Transversely Driven Charge Density Waves and Striped Phases of High-T$_c$ Superconductors: The Current Effect Transistor
Leo Radzihovsky (Univ. of Colorado at Boulder), John Toner (Univ., of Oregon, Eugene)

TL;DR
This paper demonstrates that a transverse current can significantly influence charge density waves in high-Tc superconductors, enhancing correlations and enabling a novel current-controlled transistor effect.
Contribution
It introduces the concept of a current effect transistor driven by transverse currents affecting charge density waves, with implications for striped phases in high-Tc superconductors.
Findings
Transverse current exponentially enhances CDW correlations.
Transverse current exponentially suppresses the CDW depinning field.
A linear regime appears in the I-V relation due to the transverse current.
Abstract
We show that a normal (single particle) current density {\em transverse} to the ordering wavevector of a charge density wave (CDW) has dramatic effects both above and {\em below} the CDW depinning transition. It exponentially (in ) enhances CDW correlations, and exponentially suppresses the longitudinal depinning field. The intermediate longitudinal I-V relation also changes, acquiring a {\em linear} regime. We propose a novel ``current effect transistor'' whose CDW channel is turned on by a transverse current. Our results also have important implications for the recently proposed ``striped phase'' of the high-T superconductors.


= What to work on =
Please count the lines in the data below that mention the word "annotation", then give only the total.

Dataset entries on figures
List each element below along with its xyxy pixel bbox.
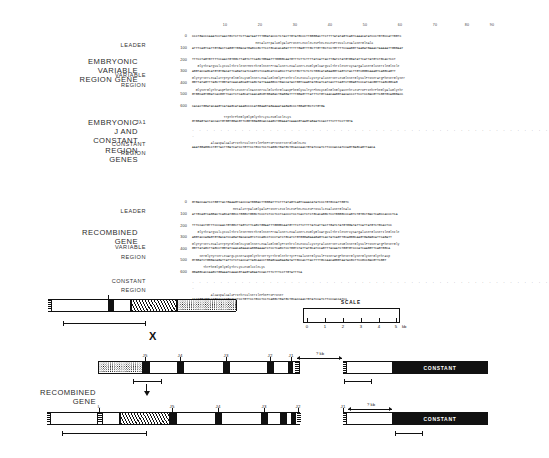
- sublabel-leader: LEADER: [98, 41, 146, 49]
- ruler-tick: 60: [398, 23, 402, 27]
- map-embryonic-j-constant: CONSTANT: [98, 361, 488, 377]
- scale-title: SCALE: [341, 300, 361, 305]
- spacer-j2-j1: [273, 362, 289, 373]
- sublabel-constant: CONSTANT: [98, 140, 146, 148]
- ruler-tick: 30: [293, 23, 297, 27]
- sublabel-variable: VARIABLE: [98, 71, 146, 79]
- dna-line: GGTTATAGTTTAGCTTGGTATCAACAGCAGTCAGCTATTA…: [192, 80, 398, 84]
- constant-label-box-2: CONSTANT: [393, 413, 487, 424]
- protein-line: GlySerGlyThrAspPheThrLeuSerIleAsnSerValG…: [192, 88, 403, 92]
- protein-line: GlyThrArgValLysValThrIleSerMetThrGlnSerP…: [192, 230, 399, 234]
- sequence-row: 200 TTTCCTAGTGTTTTCCAACTGTGGCTTAGTCTTCAG…: [170, 53, 492, 65]
- scale-number: 4: [378, 324, 380, 329]
- spacer-j4-j3: [183, 362, 224, 373]
- map-title-line: RECOMBINED: [0, 388, 96, 397]
- bar-variable-region-2: [120, 413, 170, 424]
- gap-measure-arrow: [297, 358, 342, 359]
- row-number: 0: [170, 34, 187, 38]
- bar-constant-flank-2: [346, 413, 393, 424]
- tick-j5: [145, 357, 146, 361]
- map2-measure-bar: [133, 381, 162, 382]
- sublabel-region-3: REGION: [98, 253, 146, 261]
- map3-constant-measure-bar: [395, 433, 423, 434]
- ruler-tick: 10: [223, 23, 227, 27]
- gene-bar: [48, 299, 236, 312]
- scale-unit: kb: [402, 324, 406, 329]
- protein-line: GlyThrArgValLysValThrIleSerMetThrGlnSerP…: [192, 64, 399, 68]
- tick-j4: [180, 357, 181, 361]
- scale-tick: [307, 318, 308, 323]
- ruler-tick: 50: [363, 23, 367, 27]
- spacer-j5-j4-2: [176, 413, 216, 424]
- dna-line: CCCTGACCCAAATCCTAACTGCTCTTCTTAATAATTTTGG…: [192, 34, 401, 38]
- bar-variable-region: [131, 300, 177, 311]
- dna-line: GGAGGCACCAAGCTGGAAATCAAACGTAAGTAGAATCCAC…: [192, 270, 302, 274]
- tick-j2: [270, 357, 271, 361]
- protein-line: GlyTyrSerLeuAlaTrpTyrGlnGlnLysGlnSerLeuA…: [192, 242, 399, 246]
- sublabel-leader-2: LEADER: [98, 207, 146, 215]
- sequence-block-recombined: 0 GTGACCAATCCTGGTTACTGAAAGTCACCCATGGGACT…: [170, 196, 492, 305]
- sequence-row: 500 GlySerGlyThrAspPheThrLeuSerIleAsnSer…: [170, 88, 492, 100]
- dna-line: TTTCCACTGTTTCCCAACTGTGGCTTAGTCTTCAGCTGGA…: [192, 223, 392, 227]
- row-number: 200: [170, 224, 187, 228]
- spacer-j3-j2-2: [267, 413, 281, 424]
- dotted-continuation: ·: [192, 135, 196, 139]
- tick-j5-2: [172, 408, 173, 412]
- row-number: 600: [170, 104, 187, 108]
- map3-c-measure-end-left: [395, 431, 396, 436]
- scale-number: 1: [324, 324, 326, 329]
- row-number: 500: [170, 258, 187, 262]
- bar-ragged-end-right: [295, 362, 299, 373]
- map2-constant-measure-bar: [344, 381, 372, 382]
- map2-measure-end-right: [161, 379, 162, 384]
- scale-number: 0: [306, 324, 308, 329]
- scale-tick: [396, 318, 397, 323]
- recombined-vj-bar: [47, 412, 300, 425]
- protein-line: MetAlaTrpAlaGlyAlaProSerLeuIleLeuPheLeuL…: [192, 207, 351, 211]
- tick-j2-2: [298, 408, 299, 412]
- bar-upstream-stipple: [98, 362, 143, 373]
- tick-j3-2: [264, 408, 265, 412]
- map-recombined-gene: CONSTANT: [47, 412, 488, 428]
- gap-label: ? kb: [316, 351, 324, 356]
- sequence-row: 100 MetAlaTrpAlaGlyAlaProSerLeuIleLeuPhe…: [170, 208, 492, 220]
- protein-line: AlaAspAlaAlaProThrValSerIlePheProProSerS…: [192, 141, 306, 145]
- constant-label-box: CONSTANT: [393, 362, 487, 373]
- sequence-block-embryonic-j-constant: TrpThrPheGlyGlyGlyThrLysLeuGluIleLys GTG…: [170, 115, 492, 153]
- sequence-row: 400 GlyTyrSerLeuAlaTrpTyrGlnGlnLysGlnSer…: [170, 76, 492, 88]
- ruler-tick: 80: [465, 23, 469, 27]
- segment-j1-2: [292, 413, 296, 424]
- protein-line: TrpThrPheGlyGlyGlyThrLysLeuGluIleLys: [192, 115, 291, 119]
- row-number: 300: [170, 69, 187, 73]
- dotted-continuation: · · · · · · · · · · · · · · · · · · · · …: [192, 129, 549, 133]
- protein-line: ThrPheGlyGlyGlyThrLysLeuGluIleLys: [192, 265, 265, 269]
- scale-tick: [325, 318, 326, 323]
- protein-line: SerGlyTyrSerLeuArgLysSerAspGlyThrSerTyrT…: [192, 254, 390, 258]
- dna-line: TTTCCTAGTGTTTTCCAACTGTGGCTTAGTCTTCAGCTGG…: [192, 57, 396, 61]
- gap-measure-arrow-2: [348, 409, 392, 410]
- row-number: 400: [170, 247, 187, 251]
- ruler-tick: 90: [490, 23, 494, 27]
- sequence-row: 300 GlyThrArgValLysValThrIleSerMetThrGln…: [170, 65, 492, 77]
- dna-line: GTGGAGTACTACCACTGTGGTGGACGTTCGGTGGAGGCAC…: [192, 119, 353, 123]
- row-number: 100: [170, 46, 187, 50]
- sublabel-constant-2: CONSTANT: [98, 277, 146, 285]
- dna-line: AAATGGAGGCCTGTTACTTGATCATCCTGTTCCTGCCTCC…: [192, 145, 375, 149]
- sequence-row: 200 TTTCCACTGTTTCCCAACTGTGGCTTAGTCTTCAGC…: [170, 219, 492, 231]
- group-title-line: J AND: [14, 127, 138, 136]
- sequence-row: 400 GlyTyrSerLeuAlaTrpTyrGlnGlnLysGlnSer…: [170, 242, 492, 254]
- tick-j1-2: [343, 408, 344, 412]
- spacer-j5-j4: [149, 362, 178, 373]
- sequence-row: 500 SerGlyTyrSerLeuArgLysSerAspGlyThrSer…: [170, 254, 492, 266]
- group-title-line: RECOMBINED: [14, 228, 138, 237]
- map2-c-measure-end-left: [344, 379, 345, 384]
- map2-c-measure-end-right: [371, 379, 372, 384]
- tick-j4-2: [218, 408, 219, 412]
- scale-number: 3: [360, 324, 362, 329]
- sequence-row-dotted: · · · · · · · · · · · · · · · · · · · · …: [170, 127, 492, 141]
- bar-flank-left: [51, 300, 109, 311]
- protein-line: AlaAspAlaAlaProThrValSerIlePheProProSer: [192, 293, 284, 297]
- scale-tick: [379, 318, 380, 323]
- protein-line: GlyTyrSerLeuAlaTrpTyrGlnGlnLysGlnSerLeuA…: [192, 76, 405, 80]
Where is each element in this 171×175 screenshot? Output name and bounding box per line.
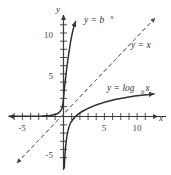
x-tick-label-10: 10 — [133, 123, 143, 133]
y-tick-label-5: 5 — [49, 71, 54, 81]
y-axis-label: y — [55, 4, 60, 14]
x-tick-label-neg5: -5 — [18, 123, 26, 133]
x-axis-label: x — [158, 113, 163, 123]
logarithm-curve-label-text: y = log — [106, 83, 135, 93]
x-tick-label-5: 5 — [102, 123, 107, 133]
y-tick-label-10: 10 — [44, 30, 54, 40]
identity-line-label: y = x — [130, 40, 151, 50]
exponential-curve-label-text: y = b — [83, 15, 104, 25]
logarithm-curve-label-arg: x — [145, 83, 151, 93]
exponential-curve-label-exponent: x — [110, 13, 114, 20]
math-graph-figure: x y -5 5 10 10 5 -5 y = b x y = x y = lo… — [0, 0, 171, 175]
graph-canvas: x y -5 5 10 10 5 -5 y = b x y = x y = lo… — [0, 0, 171, 175]
y-tick-label-neg5: -5 — [46, 150, 54, 160]
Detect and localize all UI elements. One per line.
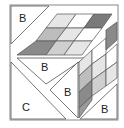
label-bottom-right: B (101, 103, 108, 115)
cube-puzzle-svg: B B C B B (0, 0, 124, 128)
label-right-small: B (64, 86, 71, 98)
label-bottom-left: C (22, 101, 30, 113)
label-middle: B (41, 61, 48, 73)
label-top-left: B (19, 12, 26, 24)
puzzle-diagram: B B C B B (0, 0, 124, 128)
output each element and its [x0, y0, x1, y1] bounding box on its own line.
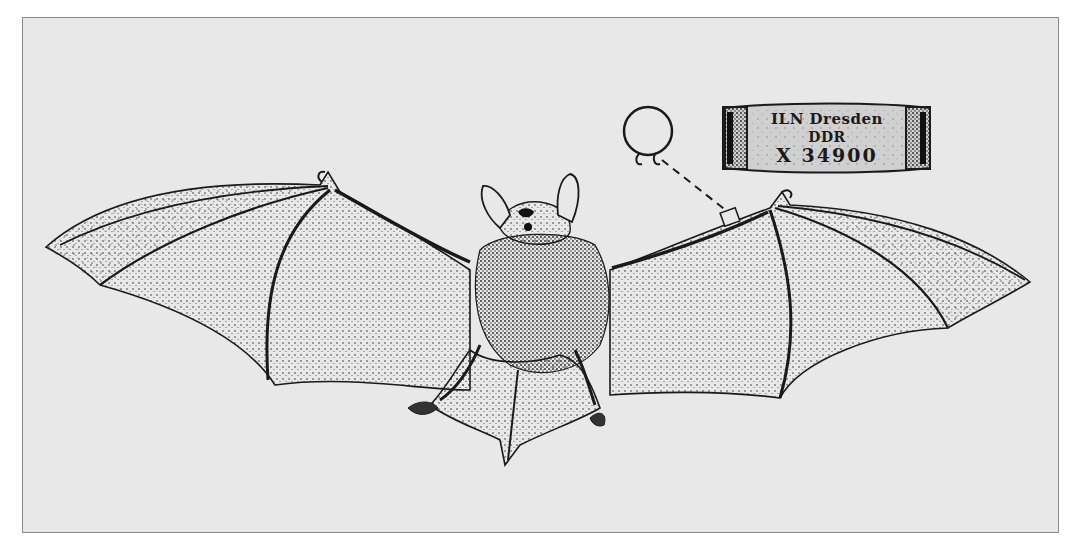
- right-wing: [610, 190, 1030, 398]
- bat-illustration: [0, 0, 1086, 556]
- band-text-line1: ILN Dresden: [752, 112, 902, 127]
- left-ear: [482, 186, 510, 228]
- band-text-line3: X 34900: [752, 146, 902, 165]
- leader-line: [662, 160, 728, 212]
- right-foot: [590, 413, 605, 426]
- right-ear: [558, 174, 579, 222]
- open-ring-icon: [624, 107, 672, 164]
- band-text-line2: DDR: [752, 130, 902, 144]
- bat-body: [475, 174, 609, 372]
- left-foot: [408, 402, 438, 414]
- left-wing: [46, 172, 470, 390]
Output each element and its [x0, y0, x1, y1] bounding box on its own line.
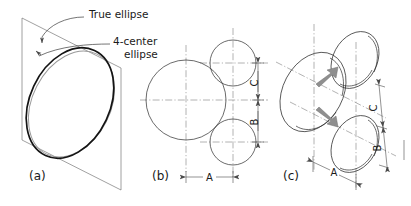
arrow-down-right-icon — [316, 107, 338, 127]
panel-c-arrows — [316, 67, 338, 127]
four-center-annotation-line1: 4-center — [113, 35, 158, 47]
panel-label-b: (b) — [152, 169, 169, 183]
panel-c-dimension-b: B — [372, 127, 387, 166]
panel-a-true-ellipse-leader — [42, 17, 84, 43]
panel-b-dim-c-label: C — [249, 79, 260, 86]
panel-c: C B A (c) — [267, 23, 396, 190]
panel-a-four-center-leader — [36, 44, 110, 56]
panel-b-centerlines — [140, 28, 268, 177]
panel-c-dimension-a: A — [313, 156, 356, 190]
arrow-up-right-icon — [316, 67, 338, 87]
panel-b-dim-a-label: A — [206, 172, 213, 183]
panel-c-dimension-c: C — [368, 85, 383, 127]
panel-c-dim-a-label: A — [331, 167, 338, 178]
panel-b-dimension-a: A — [186, 171, 233, 183]
panel-a-four-center-ellipse — [11, 36, 131, 171]
panel-label-c: (c) — [283, 169, 299, 183]
panel-a: True ellipse 4-center ellipse (a) — [9, 8, 158, 190]
panel-b-dimension-c: C — [249, 63, 260, 100]
panel-c-upper-ellipse — [321, 23, 388, 97]
panel-b-dim-b-label: B — [249, 118, 260, 125]
four-center-annotation-line2: ellipse — [124, 48, 158, 60]
figure-root: True ellipse 4-center ellipse (a) — [0, 0, 411, 206]
panel-b-dimension-b: B — [249, 100, 260, 142]
panel-label-a: (a) — [29, 169, 46, 183]
technical-drawing-svg: True ellipse 4-center ellipse (a) — [0, 0, 411, 206]
panel-c-large-ellipse — [267, 41, 359, 143]
true-ellipse-annotation: True ellipse — [88, 8, 148, 20]
panel-c-dim-c-label: C — [368, 104, 379, 111]
panel-b-circles — [146, 40, 256, 165]
panel-b: C B A (b) — [140, 28, 268, 183]
panel-c-dim-b-label: B — [372, 144, 383, 151]
panel-a-true-ellipse — [9, 34, 131, 173]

= Result below =
3